Prices have fallen every month this year, and as a consequence the payment rate has gone up each month.  The payment rate in December 2001 was 77 cents while the payment rate in August 2002 was a $1.44 - exactly double.  Thus, a producer who reaches the cap would be better off if he could elect to begin receiving retroactive payments later in the fiscal year.  But your Department created a special rule that essentially gives only the largest of producers that choice.  You are allowing producers to forgo the retroactive payments all together and simply receive the regular payments beginning in September.  This only benefits producers who come close to the production cap in a single month.  The producers who suffer under this rule are those with between 150 and 600 cows, who reach the production cap earlier in the fiscal year when payment rates were lowers, and yet don't produce enough to take advantage of this "September option."  

One of the oddest results is that dairy operations that I would describe as medium-to-large sized—those with between 150 and 800 cows—receive smaller payments than larger operations—those with more than 800 cows--and they receive smaller payments than smaller operations—those with fewer than 150 cows.  I don’t believe this is fair.  And it certainly isn’t what my colleagues and I in Congress intended.  I again urge you to fix this by allowing producers to select the beginning month for which they receive a transition payment.

We asked you to make sure that the same rules apply with respect to the definition of “dairy operation” regardless of where a dairy farm is located.  I understand that each FSA state executive director was asked to complete a survey describing how the state FSA office defined a dairy operation for purposes of previous dairy market loss assistance (DMLA) programs.  I have heard that the survey results reveal that states did not implement the DMLA program uniformly.  Producers in certain states qualified for multiple DMLA payments while similarly situated dairy producers in other states qualified for only one.  Do you intend to lock in these disparities, or will states have the flexibility to implement the national dairy program in the same manner as other states?  Congress intended this to be a national program and the same rules should apply in every state.

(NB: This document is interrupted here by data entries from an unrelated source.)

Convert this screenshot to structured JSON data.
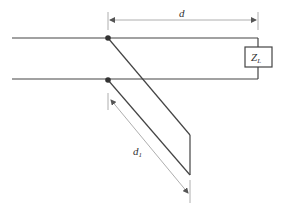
{
  "diagram": {
    "type": "transmission-line-stub",
    "labels": {
      "d": "d",
      "d1_main": "d",
      "d1_sub": "1",
      "load_main": "Z",
      "load_sub": "L"
    },
    "colors": {
      "line": "#444444",
      "dimension": "#999999",
      "node": "#333333"
    }
  }
}
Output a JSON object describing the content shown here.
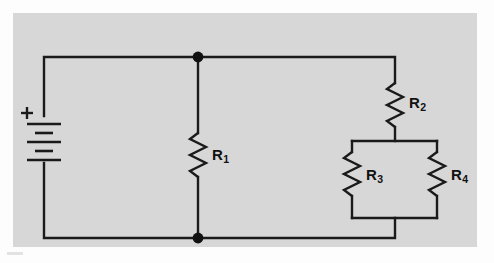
{
  "figure": {
    "kind": "electrical-schematic",
    "panel_color": "#d7d7d7",
    "page_color": "#fdfdfd",
    "wire_color": "#1a1a1a"
  },
  "source": {
    "type": "battery",
    "polarity_label": "+",
    "cells": 2,
    "plate_count": 4
  },
  "components": [
    {
      "id": "R1",
      "label": "R",
      "subscript": "1",
      "type": "resistor",
      "orientation": "vertical",
      "branch": "shunt-center"
    },
    {
      "id": "R2",
      "label": "R",
      "subscript": "2",
      "type": "resistor",
      "orientation": "vertical",
      "branch": "series-right"
    },
    {
      "id": "R3",
      "label": "R",
      "subscript": "3",
      "type": "resistor",
      "orientation": "vertical",
      "branch": "parallel-left"
    },
    {
      "id": "R4",
      "label": "R",
      "subscript": "4",
      "type": "resistor",
      "orientation": "vertical",
      "branch": "parallel-right"
    }
  ],
  "nodes": [
    {
      "id": "top-junction",
      "x": 198,
      "y": 57
    },
    {
      "id": "bottom-junction",
      "x": 198,
      "y": 238
    }
  ],
  "labels": {
    "r1": "R",
    "r1_sub": "1",
    "r2": "R",
    "r2_sub": "2",
    "r3": "R",
    "r3_sub": "3",
    "r4": "R",
    "r4_sub": "4",
    "plus": "+"
  }
}
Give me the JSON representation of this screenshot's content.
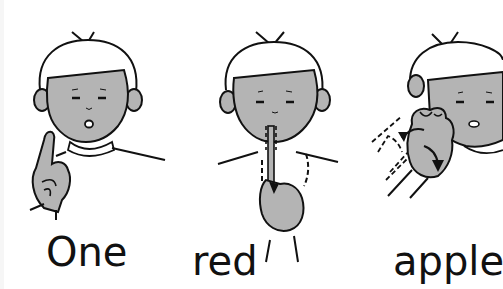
{
  "panels": [
    {
      "word": "One",
      "sign": "index finger raised"
    },
    {
      "word": "red",
      "sign": "index finger stroking down from lips"
    },
    {
      "word": "apple",
      "sign": "knuckle twisting at cheek"
    }
  ],
  "colors": {
    "skin": "#b4b4b4",
    "line": "#111111",
    "background": "#ffffff"
  }
}
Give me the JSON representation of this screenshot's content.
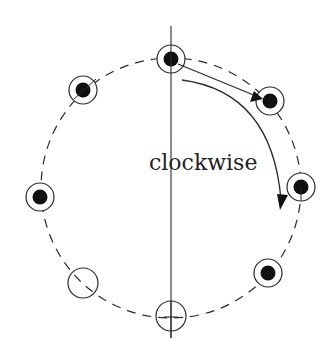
{
  "diagram": {
    "label": "clockwise",
    "colors": {
      "stroke": "#2a2a2a",
      "fill": "#111111",
      "background": "#ffffff"
    },
    "ring": {
      "cx": 171,
      "cy": 188,
      "r": 130,
      "style": "dashed"
    },
    "axis": {
      "x": 171,
      "y1": 26,
      "y2": 338
    },
    "nodes": [
      {
        "id": "top",
        "cx": 171,
        "cy": 59,
        "filled": true
      },
      {
        "id": "top-right",
        "cx": 270,
        "cy": 101,
        "filled": true
      },
      {
        "id": "right",
        "cx": 301,
        "cy": 187,
        "filled": true
      },
      {
        "id": "bottom-right",
        "cx": 268,
        "cy": 273,
        "filled": true
      },
      {
        "id": "bottom",
        "cx": 171,
        "cy": 316,
        "filled": false
      },
      {
        "id": "bottom-left",
        "cx": 83,
        "cy": 283,
        "filled": false
      },
      {
        "id": "left",
        "cx": 40,
        "cy": 197,
        "filled": true
      },
      {
        "id": "top-left",
        "cx": 83,
        "cy": 90,
        "filled": true
      }
    ],
    "arrows": [
      {
        "id": "short-arrow",
        "from": "top",
        "to": "top-right"
      },
      {
        "id": "long-arrow",
        "description": "curved clockwise arrow toward right node"
      }
    ]
  }
}
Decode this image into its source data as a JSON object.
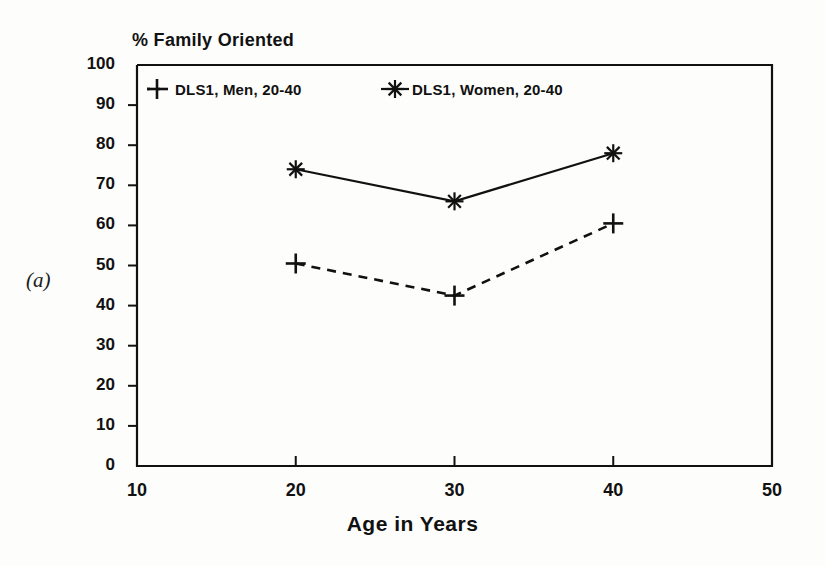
{
  "figure": {
    "panel_label": "(a)",
    "ink_color": "#111111",
    "background_color": "#fdfdfc"
  },
  "chart_data": {
    "type": "line",
    "title": "% Family Oriented",
    "subtitle": "",
    "xlabel": "Age in Years",
    "ylabel": "% Family Oriented",
    "x": [
      20,
      30,
      40
    ],
    "xlim": [
      10,
      50
    ],
    "ylim": [
      0,
      100
    ],
    "xticks": [
      10,
      20,
      30,
      40,
      50
    ],
    "yticks": [
      0,
      10,
      20,
      30,
      40,
      50,
      60,
      70,
      80,
      90,
      100
    ],
    "grid": false,
    "legend_position": "top-left-inside",
    "series": [
      {
        "name": "DLS1, Men, 20-40",
        "values": [
          50.5,
          42.5,
          60.5
        ],
        "marker": "plus",
        "line_style": "dashed",
        "color": "#111111"
      },
      {
        "name": "DLS1, Women, 20-40",
        "values": [
          74,
          66,
          78
        ],
        "marker": "asterisk",
        "line_style": "solid",
        "color": "#111111"
      }
    ]
  }
}
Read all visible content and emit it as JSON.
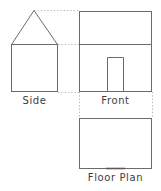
{
  "diagram": {
    "stroke_color": "#6b6b6b",
    "guide_color": "#b9b9b9",
    "door_mark_color": "#5a5a5a",
    "background_color": "#ffffff",
    "views": [
      {
        "id": "side",
        "label": "Side",
        "shape": "square-with-triangular-roof",
        "body": {
          "x": 11,
          "y": 44,
          "width": 47,
          "height": 48
        },
        "roof": {
          "apex_x": 34,
          "apex_y": 10,
          "left_x": 11,
          "right_x": 58,
          "base_y": 44
        }
      },
      {
        "id": "front",
        "label": "Front",
        "shape": "rectangle-with-roof-line-and-door",
        "body": {
          "x": 79,
          "y": 11,
          "width": 73,
          "height": 81
        },
        "roof_line_y": 44,
        "door": {
          "x": 107,
          "y": 57,
          "width": 17,
          "height": 35
        }
      },
      {
        "id": "floor-plan",
        "label": "Floor Plan",
        "shape": "rectangle-with-door-opening",
        "body": {
          "x": 79,
          "y": 118,
          "width": 73,
          "height": 51
        },
        "door_mark": {
          "x1": 106,
          "x2": 125,
          "y": 169
        }
      }
    ],
    "guides": [
      {
        "id": "apex-to-front-top",
        "orientation": "horizontal",
        "x1": 34,
        "x2": 79,
        "y": 10
      },
      {
        "id": "eave-to-front-divide",
        "orientation": "horizontal",
        "x1": 58,
        "x2": 79,
        "y": 44
      },
      {
        "id": "base-to-front-base",
        "orientation": "horizontal",
        "x1": 58,
        "x2": 79,
        "y": 92
      },
      {
        "id": "front-left-to-plan",
        "orientation": "vertical",
        "x": 79,
        "y1": 92,
        "y2": 118
      },
      {
        "id": "front-right-to-plan",
        "orientation": "vertical",
        "x": 152,
        "y1": 92,
        "y2": 118
      }
    ]
  }
}
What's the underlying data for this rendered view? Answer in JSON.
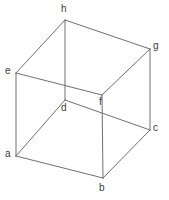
{
  "figure": {
    "type": "wireframe-cube",
    "width": 169,
    "height": 200,
    "background_color": "#ffffff",
    "edge_color": "#6f6f6f",
    "edge_width": 1,
    "label_color": "#3a3a3a",
    "label_font_size": 10
  },
  "vertices": [
    {
      "id": "a",
      "label": "a",
      "x": 16,
      "y": 156,
      "label_x": 5,
      "label_y": 149
    },
    {
      "id": "b",
      "label": "b",
      "x": 103,
      "y": 178,
      "label_x": 99,
      "label_y": 183
    },
    {
      "id": "c",
      "label": "c",
      "x": 150,
      "y": 130,
      "label_x": 153,
      "label_y": 123
    },
    {
      "id": "d",
      "label": "d",
      "x": 65,
      "y": 100,
      "label_x": 61,
      "label_y": 103
    },
    {
      "id": "e",
      "label": "e",
      "x": 16,
      "y": 73,
      "label_x": 5,
      "label_y": 66
    },
    {
      "id": "f",
      "label": "f",
      "x": 102,
      "y": 95,
      "label_x": 99,
      "label_y": 97
    },
    {
      "id": "g",
      "label": "g",
      "x": 150,
      "y": 49,
      "label_x": 153,
      "label_y": 41
    },
    {
      "id": "h",
      "label": "h",
      "x": 65,
      "y": 20,
      "label_x": 61,
      "label_y": 4
    }
  ],
  "edges": [
    {
      "id": "a-b",
      "from": "a",
      "to": "b"
    },
    {
      "id": "b-c",
      "from": "b",
      "to": "c"
    },
    {
      "id": "c-d",
      "from": "c",
      "to": "d"
    },
    {
      "id": "d-a",
      "from": "d",
      "to": "a"
    },
    {
      "id": "e-f",
      "from": "e",
      "to": "f"
    },
    {
      "id": "f-g",
      "from": "f",
      "to": "g"
    },
    {
      "id": "g-h",
      "from": "g",
      "to": "h"
    },
    {
      "id": "h-e",
      "from": "h",
      "to": "e"
    },
    {
      "id": "a-e",
      "from": "a",
      "to": "e"
    },
    {
      "id": "b-f",
      "from": "b",
      "to": "f"
    },
    {
      "id": "c-g",
      "from": "c",
      "to": "g"
    },
    {
      "id": "d-h",
      "from": "d",
      "to": "h"
    }
  ]
}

Finally, we asked you to ease the paperwork burden on producers by allowing dairy cooperatives and other milk handlers to report monthly milk marketings on behalf of producers.  I hope that you will expedite this to ease the burden on dairy farmers and USDA staff alike, and to speed payments.

While I have not received a response to this letter as of yet, do I hope you will be able to respond to my concerns today.  I look forward to hearing your testimony on these matters.